Most startups are so busy racing around that they rarely take the time to evaluate and improve their own processes. It’s unfortunate, because as a startup matures it won’t be able to function the same way it did at the very beginning. Once you throw in users, customers, more code, freelancers, more employees, etc. it becomes painfully obvious if existing processes for development and communication aren’t scaling. And that lack of scale can sabotage good intentions and good effort: things take longer, milestones are missed, quality slips, and confusion (and frustration) infiltrate the startup’s collective psyche.
Project management is inevitable.
You may get the heebie-jeebies just thinking about it, but it’s true. At a higher level, think of it as operations. You want your startup to run as smoothly as possible, and eliminate as many risk factors and roadblocks as possible. You want to provide employees and freelancers with the best path towards maximum productivity.
Every startup has multiple systems for managing itself. Those typically include: email, calendaring, chat, code management, document management, task management, issue/bug tracking and customer communication. Google Apps is ideal for a number of those, but oftentimes you’re stringing a few different applications together into some “proprietary” (read: confusing and probably ineffective) system. Having multiple applications is fine (and I don’t believe “one application to rule them all” really works; the applications end up being too broad and not deep enough); it’s just important that you work with your team to understand how they’re used and why.
I think of “continuous process improvement” as a way of constantly evaluating and tweaking how you get things done successfully. It takes less effort than you might think (once you get into it and commit). The key is being aware of what’s going on, where there could be bottlenecks, and remaining open to fixing them. Continuous process improvement stops you from getting comfortable with the status quo and accepting sub par results. It recognizes the processes by which you build your product and your company as one of the key risk factors affecting success.
Here are 6 tips for implementing continuous process improvement:
- Solicit feedback. You’ll almost always see the results of failing processes, but you may not necessarily be able to identify the root causes. Solicit feedback from your team on an ongoing basis. Make sure you’re open to suggestions about how things are being done.
- Share more, not less. Even in a small company, silos emerge. A policy of more sharing will help everyone stay in touch with what others are doing, and create a collective expectation. Keeping everyone pointed in the same direction is hard; sharing more about what’s going on, how you’re doing things, reasoning behind decisions, etc. will help.
- Document stuff. I often find startups are uninterested in documenting what they’re doing. They “fly by the seat of their pants” because that’s what a startup is all about. I prefer to document things, even if it’s jotting some quick notes down so I can remember what I was thinking and the context at certain points in time. It also helps people stay fresh on what you’re trying to accomplish and helps new employees. What is your process for handling customer support inquiries? What is your process for designing new features? What’s your communication process between developers? Etc.
- Don’t automatically blame the tool. It’s not the hammer’s fault if the person swinging it uses the wrong end. It just won’t work well. Most tools are decent enough, they’re just used incorrectly. Rushing to change a tool because things aren’t working well may be a mistake.
- Identify changing requirements. Over time your needs will change. You need to stay aware of this, so you can change processes accordingly. Keep a list of your top requirements to help you make better decisions on tools to use.
- Think Lean. Lean Startup (build->measure->learn) is quite apropos for continuous process improvement. When designing a process (and picking the appropriate tools), define the goal you’re aiming to achieve. Timebox the experiment (implementing a new/changed process) and measure the results qualitatively and quantitatively. If you think of process changes as cycles rather than big, chunky steps, it keeps things rolling at a good speed.
Process isn’t a bad word.
It can certainly get too heavy-handed and top down in its implementation, but without good processes in place your startup will sputter along instead of hum smoothly. Good processes and a way of continuously improving them serves as a constant, in an environment of frantic change.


- **Task statement**
Would you find each line in the entries below with the string "Erosion" and copy it?

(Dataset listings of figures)
━━━━
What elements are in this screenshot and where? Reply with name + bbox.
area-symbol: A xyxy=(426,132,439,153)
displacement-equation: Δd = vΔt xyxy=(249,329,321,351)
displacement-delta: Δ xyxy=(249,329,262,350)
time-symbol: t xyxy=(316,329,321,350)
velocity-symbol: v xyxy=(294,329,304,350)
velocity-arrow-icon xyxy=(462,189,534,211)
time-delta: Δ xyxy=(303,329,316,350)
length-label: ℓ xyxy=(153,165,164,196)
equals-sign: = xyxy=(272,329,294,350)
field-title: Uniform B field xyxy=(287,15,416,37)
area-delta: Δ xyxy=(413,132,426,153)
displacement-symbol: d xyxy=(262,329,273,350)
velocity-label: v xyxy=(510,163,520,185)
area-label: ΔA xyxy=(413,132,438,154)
━━━━
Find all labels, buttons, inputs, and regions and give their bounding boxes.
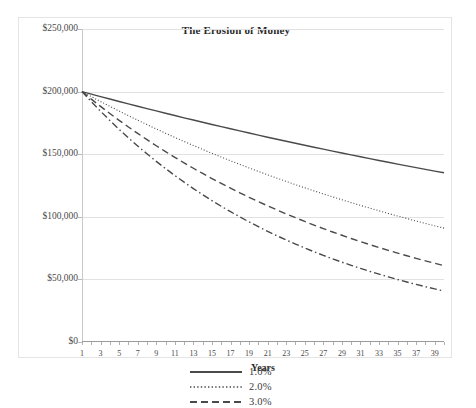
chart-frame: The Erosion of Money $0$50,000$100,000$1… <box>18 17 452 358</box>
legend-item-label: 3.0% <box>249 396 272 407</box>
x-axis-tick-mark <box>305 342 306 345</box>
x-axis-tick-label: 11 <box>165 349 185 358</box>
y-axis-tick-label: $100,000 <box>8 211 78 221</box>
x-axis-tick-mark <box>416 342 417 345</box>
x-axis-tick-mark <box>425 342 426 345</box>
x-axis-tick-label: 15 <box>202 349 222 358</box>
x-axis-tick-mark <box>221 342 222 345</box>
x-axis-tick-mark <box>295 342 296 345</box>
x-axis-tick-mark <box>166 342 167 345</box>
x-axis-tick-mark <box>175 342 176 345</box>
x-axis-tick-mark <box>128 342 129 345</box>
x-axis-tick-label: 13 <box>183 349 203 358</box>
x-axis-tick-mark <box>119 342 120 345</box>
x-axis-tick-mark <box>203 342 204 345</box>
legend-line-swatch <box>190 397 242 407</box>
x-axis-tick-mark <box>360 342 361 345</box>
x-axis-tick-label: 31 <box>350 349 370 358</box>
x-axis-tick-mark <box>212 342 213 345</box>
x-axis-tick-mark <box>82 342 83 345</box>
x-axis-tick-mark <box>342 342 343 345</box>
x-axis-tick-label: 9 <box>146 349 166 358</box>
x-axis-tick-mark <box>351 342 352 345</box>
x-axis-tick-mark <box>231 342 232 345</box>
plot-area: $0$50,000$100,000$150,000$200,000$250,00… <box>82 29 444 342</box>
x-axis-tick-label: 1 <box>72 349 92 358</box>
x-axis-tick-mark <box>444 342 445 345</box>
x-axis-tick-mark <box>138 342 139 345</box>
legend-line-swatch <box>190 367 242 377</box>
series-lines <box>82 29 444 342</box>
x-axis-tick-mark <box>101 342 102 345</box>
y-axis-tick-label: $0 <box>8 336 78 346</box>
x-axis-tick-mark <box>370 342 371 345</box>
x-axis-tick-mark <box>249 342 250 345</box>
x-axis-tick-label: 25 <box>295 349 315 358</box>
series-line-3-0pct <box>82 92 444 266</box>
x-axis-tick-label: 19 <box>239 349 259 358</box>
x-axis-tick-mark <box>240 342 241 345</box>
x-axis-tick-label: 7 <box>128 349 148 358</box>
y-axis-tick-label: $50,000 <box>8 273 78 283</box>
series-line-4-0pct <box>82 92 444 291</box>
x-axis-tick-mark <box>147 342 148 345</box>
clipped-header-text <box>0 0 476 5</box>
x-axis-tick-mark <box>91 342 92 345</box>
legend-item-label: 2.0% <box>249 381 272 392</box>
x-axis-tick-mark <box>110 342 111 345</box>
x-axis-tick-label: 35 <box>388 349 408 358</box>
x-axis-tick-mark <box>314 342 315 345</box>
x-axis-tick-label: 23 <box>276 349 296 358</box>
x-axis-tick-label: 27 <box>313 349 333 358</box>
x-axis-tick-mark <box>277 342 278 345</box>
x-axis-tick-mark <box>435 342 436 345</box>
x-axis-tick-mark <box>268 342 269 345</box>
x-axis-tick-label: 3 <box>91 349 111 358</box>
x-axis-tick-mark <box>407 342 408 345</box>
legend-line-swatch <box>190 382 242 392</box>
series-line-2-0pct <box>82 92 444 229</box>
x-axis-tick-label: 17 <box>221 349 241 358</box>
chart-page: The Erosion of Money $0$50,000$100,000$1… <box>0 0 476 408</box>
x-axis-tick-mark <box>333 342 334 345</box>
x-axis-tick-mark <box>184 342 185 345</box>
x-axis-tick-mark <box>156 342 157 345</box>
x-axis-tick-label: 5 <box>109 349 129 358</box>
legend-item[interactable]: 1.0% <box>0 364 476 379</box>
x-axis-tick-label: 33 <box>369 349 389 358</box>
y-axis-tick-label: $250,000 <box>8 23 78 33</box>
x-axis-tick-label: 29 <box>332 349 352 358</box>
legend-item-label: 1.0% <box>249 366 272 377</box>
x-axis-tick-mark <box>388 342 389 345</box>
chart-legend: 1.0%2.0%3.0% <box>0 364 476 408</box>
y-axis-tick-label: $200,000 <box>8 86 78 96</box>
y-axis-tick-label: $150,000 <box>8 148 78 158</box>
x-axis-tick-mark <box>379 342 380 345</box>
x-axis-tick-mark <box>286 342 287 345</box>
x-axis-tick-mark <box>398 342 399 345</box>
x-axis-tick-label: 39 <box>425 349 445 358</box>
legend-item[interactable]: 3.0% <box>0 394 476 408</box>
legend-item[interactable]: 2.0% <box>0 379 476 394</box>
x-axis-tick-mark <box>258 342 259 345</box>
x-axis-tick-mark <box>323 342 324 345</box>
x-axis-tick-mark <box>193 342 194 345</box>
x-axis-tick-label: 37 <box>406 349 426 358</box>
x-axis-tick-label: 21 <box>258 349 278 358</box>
━━━━
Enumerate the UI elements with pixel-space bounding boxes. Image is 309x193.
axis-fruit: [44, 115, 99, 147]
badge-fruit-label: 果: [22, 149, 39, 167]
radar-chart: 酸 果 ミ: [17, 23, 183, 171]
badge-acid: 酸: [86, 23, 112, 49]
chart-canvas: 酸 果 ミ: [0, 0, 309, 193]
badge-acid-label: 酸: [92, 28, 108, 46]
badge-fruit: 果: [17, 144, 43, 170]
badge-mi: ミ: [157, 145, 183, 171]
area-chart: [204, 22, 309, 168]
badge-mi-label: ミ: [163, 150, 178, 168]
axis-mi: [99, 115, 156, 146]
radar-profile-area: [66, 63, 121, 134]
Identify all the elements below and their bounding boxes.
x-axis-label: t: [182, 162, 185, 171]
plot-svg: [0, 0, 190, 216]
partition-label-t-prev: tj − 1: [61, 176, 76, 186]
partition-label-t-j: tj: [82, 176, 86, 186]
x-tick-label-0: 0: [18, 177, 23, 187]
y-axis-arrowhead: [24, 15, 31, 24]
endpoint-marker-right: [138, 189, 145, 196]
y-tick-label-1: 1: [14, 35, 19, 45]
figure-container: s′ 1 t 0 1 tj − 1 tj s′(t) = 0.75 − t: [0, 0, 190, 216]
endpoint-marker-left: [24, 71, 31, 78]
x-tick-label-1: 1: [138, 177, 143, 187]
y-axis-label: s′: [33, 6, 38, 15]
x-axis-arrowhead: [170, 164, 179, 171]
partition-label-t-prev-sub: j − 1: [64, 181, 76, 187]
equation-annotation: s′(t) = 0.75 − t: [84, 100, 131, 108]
━━━━
- **Response area**
chart-frame: The Erosion of Money $0$50,000$100,000$1… <box>18 17 452 358</box>
chart-page: The Erosion of Money $0$50,000$100,000$1… <box>0 0 476 408</box>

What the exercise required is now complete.